I recently noticed there are many chipmunks near my home. Today I was sitting on terrace and one of them was about two meters away from me and staring at me. When I noticed it, I gently said "oh wow" and it ran away LOL
@Mitch The lists is pre-existing, but the point of having it is that one can just say "Too many good questions are getting closed and having to then be reopened, which wastes everyone's time, puts off new users and prevents good answers being given" <-- And then you know that the people involved are getting too many questions closures reversed. But you wouldn't bother to say that so much if the people wanting a new close reason never had their closures reversed. That's all.

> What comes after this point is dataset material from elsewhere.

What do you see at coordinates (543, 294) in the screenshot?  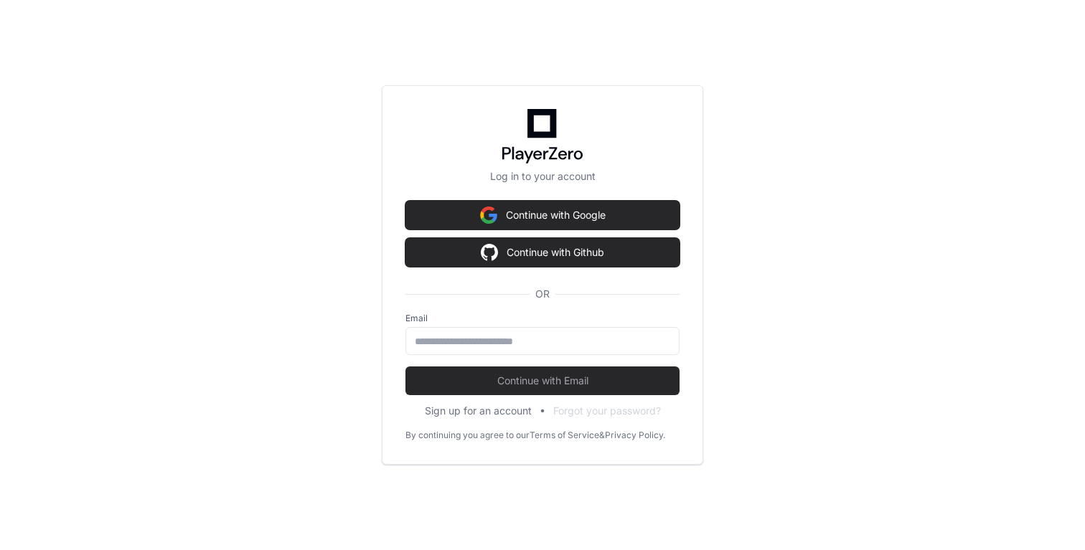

As I understand it, the mods intentionally switched to the new "answered by a dictionary" close reason to prevent "easy" questions about grammar from getting closed. See the thread announcing that change.
Who, exactly, is hurt by easy questions being asked and answered? Are we worried that we mig...
@Araucaria-Him They have chipmunks in India? I thought they were restricted to North America. (Wikipedia tells me that there is a "Siberian chipmunk," but it doesn't live as far south as India.)
@Robusto A little bird told me that you might be able to tell me where to have my website hosted. Wix went from 200 and something to 500 and something at one go. :)
@Lambie Our cycling club uses Hostmonster. They're pretty reasonable, and have a lot of tools you can use if you're tech-savvy. You can do a WordPress site if that appeals to you, or roll your own with those tools, which is what we do. MySQL or PostgreSQL are available. We use PHP for page rendering, but you can do static pages as well. If you have any specific questions, let me know.
@CowperKettle That's terrible, but hardly surprising.
@CowperKettle To be honest, I was puzzled when he came back to Russia after his first assassination attempt. I don't see how it could have ended any other way.
I see this catchphrase "tu dolor es verme" on pickup trucks and memes ... I imagine what Google Translate offers for the English equivalent falls a bit short. Anybody understand what it's really about?
" your pain is seeing me" or " your pain is to see me" Yes, that's the Google translate version. now. that would mean something very very different from I feel your pain
I wondered if it means something like "eat my dust", that is, you see the big ol' pickup in front of you, because you aren't fast enough, too bad, so sad
"Tu dolor es verme" means "it is painful for you to see me". It implies that you are envious of me, because I am more [successful, strong, bad, etc.] than you.
Playing with google translate (because 1) I don't know either, 2) GT is free, and 3) i don't trust trust ChatGPT way less than GT...
GT says SP "tu dolor es verme" -> LA "tuus dolor est cum me" which doesn't sound right (but really how would I know) because 'cum' is a preposition which mostly means 'with' but you know languages are weird and maybe that's the 'way to say it' in Latin.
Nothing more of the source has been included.